This book develops interdisciplinary and comparative approaches to analyzing the cross-cultural travels of traditional Chinese fiction. It ties this genre to issues such as translation, world literature, digital humanities, book culture, and images of China. Each chapter offers a case study of the historical and cultural conditions under which traditional Chinese fiction has traveled to the English-speaking world, proposing a critical lens that can be used to explain these cross-cultural encounters. The book seeks to identify connections between traditional Chinese fiction and other cultures…mehr
This book develops interdisciplinary and comparative approaches to analyzing the cross-cultural travels of traditional Chinese fiction. It ties this genre to issues such as translation, world literature, digital humanities, book culture, and images of China. Each chapter offers a case study of the historical and cultural conditions under which traditional Chinese fiction has traveled to the English-speaking world, proposing a critical lens that can be used to explain these cross-cultural encounters. The book seeks to identify connections between traditional Chinese fiction and other cultures that create new meanings and add to the significance of reading, teaching, and studying these classical novels and stories in the English-speaking world. Scholars, students, and general readers who are interested in traditional Chinese fiction, translation studies, and comparative and world literature will find this book useful.
Junjie Luo is Associate Professor of Asian Studies at Gettysburg College, USA. His essays on translation and transnational studies of traditional Chinese literature have appeared in Comparative Literature Studies, Perspectives: Studies in Translation Theory and Practice, ISLE, and Translation Quarterly, as well as in the edited volumes Historic Engagements with Occidental Cultures, Religions, Power (2014) and Philosophy as World Literature (2020).
Inhaltsangabe
1. Introduction. 2. Chapter 1: Hau Kiou Choaan: Encyclopedic Novel, Print Culture, and the Knowledge about China.- 3. Chapter 2: Romantic Fiction, Historical Novels, and the Receptions of Traditional Chinese Fiction from 1800 to 1869.- 4. Chapter 3: Image of China in the Late Nineteenth and Early Twentieth Centuries: Pseudotranslation, Chinese Stories, and Strange Stories from the Lodge of Leisures.- 5. Chapter 4: How Traditional Chinese Fiction Entered World Literature Anthologies.- 6. Chapter 5: Researching Traditional Chinese Fiction in the English-speaking World: Translations and Critiques of Jin Ping Mei. 7. Conclusion.
1. Introduction. 2. Chapter 1: Hau Kiou Choaan: Encyclopedic Novel, Print Culture, and the Knowledge about China.- 3. Chapter 2: Romantic Fiction, Historical Novels, and the Receptions of Traditional Chinese Fiction from 1800 to 1869.- 4. Chapter 3: Image of China in the Late Nineteenth and Early Twentieth Centuries: Pseudotranslation, Chinese Stories, and Strange Stories from the Lodge of Leisures.- 5. Chapter 4: How Traditional Chinese Fiction Entered World Literature Anthologies.- 6. Chapter 5: Researching Traditional Chinese Fiction in the English-speaking World: Translations and Critiques of Jin Ping Mei. 7. Conclusion.
1. Introduction. 2. Chapter 1: Hau Kiou Choaan: Encyclopedic Novel, Print Culture, and the Knowledge about China.- 3. Chapter 2: Romantic Fiction, Historical Novels, and the Receptions of Traditional Chinese Fiction from 1800 to 1869.- 4. Chapter 3: Image of China in the Late Nineteenth and Early Twentieth Centuries: Pseudotranslation, Chinese Stories, and Strange Stories from the Lodge of Leisures.- 5. Chapter 4: How Traditional Chinese Fiction Entered World Literature Anthologies.- 6. Chapter 5: Researching Traditional Chinese Fiction in the English-speaking World: Translations and Critiques of Jin Ping Mei. 7. Conclusion.
1. Introduction. 2. Chapter 1: Hau Kiou Choaan: Encyclopedic Novel, Print Culture, and the Knowledge about China.- 3. Chapter 2: Romantic Fiction, Historical Novels, and the Receptions of Traditional Chinese Fiction from 1800 to 1869.- 4. Chapter 3: Image of China in the Late Nineteenth and Early Twentieth Centuries: Pseudotranslation, Chinese Stories, and Strange Stories from the Lodge of Leisures.- 5. Chapter 4: How Traditional Chinese Fiction Entered World Literature Anthologies.- 6. Chapter 5: Researching Traditional Chinese Fiction in the English-speaking World: Translations and Critiques of Jin Ping Mei. 7. Conclusion.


— What to do —
Using the data below, determine the number of lines that include the string "title". Write only that number.

== Exercise input

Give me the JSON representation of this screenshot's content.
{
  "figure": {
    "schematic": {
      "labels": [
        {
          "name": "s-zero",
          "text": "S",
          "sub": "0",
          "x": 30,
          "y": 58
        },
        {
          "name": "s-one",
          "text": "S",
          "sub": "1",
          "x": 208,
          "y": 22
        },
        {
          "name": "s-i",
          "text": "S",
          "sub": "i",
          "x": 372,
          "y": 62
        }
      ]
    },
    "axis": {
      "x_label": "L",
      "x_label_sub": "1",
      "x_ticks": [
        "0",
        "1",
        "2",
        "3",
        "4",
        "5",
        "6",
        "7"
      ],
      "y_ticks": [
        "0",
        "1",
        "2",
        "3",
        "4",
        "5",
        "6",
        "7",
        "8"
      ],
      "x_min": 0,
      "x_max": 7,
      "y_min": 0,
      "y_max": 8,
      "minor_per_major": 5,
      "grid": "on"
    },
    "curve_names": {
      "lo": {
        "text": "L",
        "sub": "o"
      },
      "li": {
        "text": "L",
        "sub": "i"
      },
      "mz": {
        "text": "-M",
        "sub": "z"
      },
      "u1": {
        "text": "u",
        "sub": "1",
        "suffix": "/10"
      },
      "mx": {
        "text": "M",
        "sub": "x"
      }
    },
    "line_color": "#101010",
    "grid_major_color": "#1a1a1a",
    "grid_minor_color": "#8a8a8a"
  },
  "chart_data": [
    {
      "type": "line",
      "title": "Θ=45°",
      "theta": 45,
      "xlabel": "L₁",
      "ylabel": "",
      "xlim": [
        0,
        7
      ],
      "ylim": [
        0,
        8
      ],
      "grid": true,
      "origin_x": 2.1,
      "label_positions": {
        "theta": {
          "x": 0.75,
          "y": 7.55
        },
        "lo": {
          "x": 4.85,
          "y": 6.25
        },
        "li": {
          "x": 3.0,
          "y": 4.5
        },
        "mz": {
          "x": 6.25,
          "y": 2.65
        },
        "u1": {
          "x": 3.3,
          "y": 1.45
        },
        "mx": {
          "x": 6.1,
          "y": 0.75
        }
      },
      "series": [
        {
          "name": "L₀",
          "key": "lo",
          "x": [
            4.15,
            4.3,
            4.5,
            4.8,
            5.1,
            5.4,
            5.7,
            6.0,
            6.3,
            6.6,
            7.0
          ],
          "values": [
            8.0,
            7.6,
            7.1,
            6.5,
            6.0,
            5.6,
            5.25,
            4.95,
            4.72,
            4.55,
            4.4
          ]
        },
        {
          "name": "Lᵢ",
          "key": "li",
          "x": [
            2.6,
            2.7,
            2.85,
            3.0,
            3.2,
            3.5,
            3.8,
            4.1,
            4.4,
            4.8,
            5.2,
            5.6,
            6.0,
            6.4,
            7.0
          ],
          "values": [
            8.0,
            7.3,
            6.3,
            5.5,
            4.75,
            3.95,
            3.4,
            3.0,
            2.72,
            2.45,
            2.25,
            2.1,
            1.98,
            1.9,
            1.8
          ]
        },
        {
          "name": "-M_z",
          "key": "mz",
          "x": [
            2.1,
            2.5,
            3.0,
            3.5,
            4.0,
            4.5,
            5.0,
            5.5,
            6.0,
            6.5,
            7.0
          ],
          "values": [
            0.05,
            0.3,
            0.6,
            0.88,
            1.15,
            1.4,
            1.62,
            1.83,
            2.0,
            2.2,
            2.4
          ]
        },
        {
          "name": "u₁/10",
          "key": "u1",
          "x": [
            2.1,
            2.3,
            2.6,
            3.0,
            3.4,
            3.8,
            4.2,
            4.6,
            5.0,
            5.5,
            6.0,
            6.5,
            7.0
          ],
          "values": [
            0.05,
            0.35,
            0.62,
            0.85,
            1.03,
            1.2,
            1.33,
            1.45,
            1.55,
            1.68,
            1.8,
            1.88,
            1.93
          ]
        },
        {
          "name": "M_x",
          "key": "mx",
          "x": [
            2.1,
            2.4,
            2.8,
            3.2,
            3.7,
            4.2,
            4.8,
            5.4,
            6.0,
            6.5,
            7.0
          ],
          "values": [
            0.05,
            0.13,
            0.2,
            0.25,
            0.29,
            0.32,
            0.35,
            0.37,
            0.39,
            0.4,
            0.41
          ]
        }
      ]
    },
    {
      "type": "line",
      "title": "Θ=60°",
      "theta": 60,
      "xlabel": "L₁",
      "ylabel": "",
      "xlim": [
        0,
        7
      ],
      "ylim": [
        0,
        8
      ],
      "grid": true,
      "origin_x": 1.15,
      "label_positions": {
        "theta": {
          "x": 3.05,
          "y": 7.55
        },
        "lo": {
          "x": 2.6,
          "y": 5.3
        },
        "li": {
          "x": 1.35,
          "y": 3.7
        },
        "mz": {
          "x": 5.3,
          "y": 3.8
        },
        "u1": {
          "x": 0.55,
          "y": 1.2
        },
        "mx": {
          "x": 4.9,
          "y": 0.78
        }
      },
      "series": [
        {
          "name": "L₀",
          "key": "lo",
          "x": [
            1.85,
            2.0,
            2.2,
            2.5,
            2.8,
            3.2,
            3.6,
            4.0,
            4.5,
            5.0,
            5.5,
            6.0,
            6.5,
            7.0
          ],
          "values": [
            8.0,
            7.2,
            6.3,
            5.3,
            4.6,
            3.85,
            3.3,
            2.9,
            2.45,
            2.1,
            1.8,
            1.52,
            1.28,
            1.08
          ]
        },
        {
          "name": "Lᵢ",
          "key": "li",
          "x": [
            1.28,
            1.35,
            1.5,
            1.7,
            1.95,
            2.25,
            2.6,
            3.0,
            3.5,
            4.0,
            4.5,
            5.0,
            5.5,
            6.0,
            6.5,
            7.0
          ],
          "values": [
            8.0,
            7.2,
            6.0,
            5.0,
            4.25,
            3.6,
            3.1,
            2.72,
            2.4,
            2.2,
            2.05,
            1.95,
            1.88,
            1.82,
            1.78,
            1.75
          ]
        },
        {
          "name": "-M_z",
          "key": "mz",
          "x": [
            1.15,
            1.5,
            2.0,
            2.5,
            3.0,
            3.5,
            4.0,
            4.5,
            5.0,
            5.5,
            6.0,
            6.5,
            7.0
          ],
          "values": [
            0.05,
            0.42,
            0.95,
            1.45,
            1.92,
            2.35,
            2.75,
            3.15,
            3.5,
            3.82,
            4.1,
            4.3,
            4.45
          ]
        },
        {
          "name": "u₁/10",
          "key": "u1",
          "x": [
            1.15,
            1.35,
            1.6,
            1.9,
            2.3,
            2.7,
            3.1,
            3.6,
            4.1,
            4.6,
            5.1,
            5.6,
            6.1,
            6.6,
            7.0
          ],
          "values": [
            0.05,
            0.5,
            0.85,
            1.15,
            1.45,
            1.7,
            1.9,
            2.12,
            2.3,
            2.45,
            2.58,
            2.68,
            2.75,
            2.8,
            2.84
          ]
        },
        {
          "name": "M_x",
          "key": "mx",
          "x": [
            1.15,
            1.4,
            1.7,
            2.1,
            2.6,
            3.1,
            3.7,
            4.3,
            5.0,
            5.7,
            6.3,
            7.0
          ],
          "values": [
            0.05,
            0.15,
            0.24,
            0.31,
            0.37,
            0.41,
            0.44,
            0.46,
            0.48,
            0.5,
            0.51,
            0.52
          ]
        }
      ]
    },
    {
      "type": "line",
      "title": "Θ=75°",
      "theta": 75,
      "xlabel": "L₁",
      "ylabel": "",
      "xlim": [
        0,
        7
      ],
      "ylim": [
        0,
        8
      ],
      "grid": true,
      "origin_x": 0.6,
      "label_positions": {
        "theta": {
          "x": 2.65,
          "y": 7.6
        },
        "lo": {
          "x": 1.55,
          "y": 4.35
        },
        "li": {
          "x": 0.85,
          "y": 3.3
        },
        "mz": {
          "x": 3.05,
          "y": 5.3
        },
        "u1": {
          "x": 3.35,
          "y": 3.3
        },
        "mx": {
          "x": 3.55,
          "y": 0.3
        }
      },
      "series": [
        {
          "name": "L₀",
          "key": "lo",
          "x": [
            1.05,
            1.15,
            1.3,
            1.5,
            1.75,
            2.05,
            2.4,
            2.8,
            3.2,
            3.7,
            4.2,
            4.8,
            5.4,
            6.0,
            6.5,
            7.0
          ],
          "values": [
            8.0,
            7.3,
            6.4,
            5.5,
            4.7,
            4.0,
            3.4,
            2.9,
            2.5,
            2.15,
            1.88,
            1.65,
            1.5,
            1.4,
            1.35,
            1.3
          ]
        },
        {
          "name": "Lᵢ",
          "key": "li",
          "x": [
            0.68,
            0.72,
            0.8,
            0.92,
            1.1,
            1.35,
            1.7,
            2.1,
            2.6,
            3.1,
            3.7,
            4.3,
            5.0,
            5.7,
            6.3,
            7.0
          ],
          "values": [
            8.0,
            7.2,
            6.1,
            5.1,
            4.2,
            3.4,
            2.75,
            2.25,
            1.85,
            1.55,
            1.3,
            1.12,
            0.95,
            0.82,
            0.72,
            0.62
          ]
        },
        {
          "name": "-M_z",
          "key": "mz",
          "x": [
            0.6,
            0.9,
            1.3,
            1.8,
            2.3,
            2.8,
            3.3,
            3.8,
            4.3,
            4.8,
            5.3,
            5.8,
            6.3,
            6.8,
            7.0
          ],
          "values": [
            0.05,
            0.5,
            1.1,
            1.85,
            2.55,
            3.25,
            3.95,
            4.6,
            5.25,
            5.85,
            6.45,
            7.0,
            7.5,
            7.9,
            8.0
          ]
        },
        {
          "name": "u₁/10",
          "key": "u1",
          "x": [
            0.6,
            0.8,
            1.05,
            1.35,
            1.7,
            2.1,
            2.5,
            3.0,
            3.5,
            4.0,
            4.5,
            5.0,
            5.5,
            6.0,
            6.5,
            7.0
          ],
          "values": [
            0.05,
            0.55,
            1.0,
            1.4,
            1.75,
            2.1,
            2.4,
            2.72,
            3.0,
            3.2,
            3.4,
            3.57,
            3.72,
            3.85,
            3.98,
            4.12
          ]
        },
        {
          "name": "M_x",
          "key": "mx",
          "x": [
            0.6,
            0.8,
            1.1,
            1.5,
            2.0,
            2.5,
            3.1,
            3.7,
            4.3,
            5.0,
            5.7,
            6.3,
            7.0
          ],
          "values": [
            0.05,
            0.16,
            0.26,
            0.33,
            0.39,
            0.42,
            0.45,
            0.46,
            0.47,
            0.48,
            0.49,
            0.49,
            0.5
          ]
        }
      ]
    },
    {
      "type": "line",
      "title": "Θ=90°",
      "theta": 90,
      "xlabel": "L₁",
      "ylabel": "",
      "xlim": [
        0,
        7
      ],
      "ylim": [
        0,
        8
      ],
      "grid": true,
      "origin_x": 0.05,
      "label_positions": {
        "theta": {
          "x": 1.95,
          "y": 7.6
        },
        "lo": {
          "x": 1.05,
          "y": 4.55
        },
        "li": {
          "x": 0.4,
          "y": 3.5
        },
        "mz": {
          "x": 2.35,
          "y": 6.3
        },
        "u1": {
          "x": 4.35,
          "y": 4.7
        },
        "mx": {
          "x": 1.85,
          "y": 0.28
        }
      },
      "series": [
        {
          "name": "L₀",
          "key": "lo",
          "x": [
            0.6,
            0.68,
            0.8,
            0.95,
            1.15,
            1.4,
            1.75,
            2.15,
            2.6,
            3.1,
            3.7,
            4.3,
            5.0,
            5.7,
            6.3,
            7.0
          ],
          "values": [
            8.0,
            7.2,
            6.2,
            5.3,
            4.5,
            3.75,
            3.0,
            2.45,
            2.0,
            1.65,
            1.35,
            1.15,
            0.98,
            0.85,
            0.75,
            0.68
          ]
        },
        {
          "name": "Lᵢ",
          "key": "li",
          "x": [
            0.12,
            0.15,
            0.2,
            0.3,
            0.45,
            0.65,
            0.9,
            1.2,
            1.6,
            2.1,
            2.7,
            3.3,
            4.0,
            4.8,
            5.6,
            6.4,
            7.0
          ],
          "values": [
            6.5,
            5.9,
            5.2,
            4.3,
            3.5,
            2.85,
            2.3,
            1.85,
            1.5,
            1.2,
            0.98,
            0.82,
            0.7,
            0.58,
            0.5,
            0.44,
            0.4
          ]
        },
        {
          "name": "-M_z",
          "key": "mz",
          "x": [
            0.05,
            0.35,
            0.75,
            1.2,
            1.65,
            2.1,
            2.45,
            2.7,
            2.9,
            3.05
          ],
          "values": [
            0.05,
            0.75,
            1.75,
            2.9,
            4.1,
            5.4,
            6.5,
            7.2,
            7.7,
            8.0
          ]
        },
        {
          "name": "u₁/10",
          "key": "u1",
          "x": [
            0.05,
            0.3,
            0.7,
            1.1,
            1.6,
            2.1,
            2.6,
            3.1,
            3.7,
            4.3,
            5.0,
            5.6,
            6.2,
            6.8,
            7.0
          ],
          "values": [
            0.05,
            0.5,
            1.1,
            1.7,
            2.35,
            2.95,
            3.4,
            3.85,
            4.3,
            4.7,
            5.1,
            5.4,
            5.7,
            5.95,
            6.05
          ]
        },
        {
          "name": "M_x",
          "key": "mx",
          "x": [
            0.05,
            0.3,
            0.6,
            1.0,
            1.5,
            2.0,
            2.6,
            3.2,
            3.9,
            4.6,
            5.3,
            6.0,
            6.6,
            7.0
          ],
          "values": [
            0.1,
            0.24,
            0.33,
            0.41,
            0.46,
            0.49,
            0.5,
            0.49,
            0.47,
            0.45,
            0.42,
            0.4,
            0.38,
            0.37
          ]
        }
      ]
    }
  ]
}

====

— Task response —
4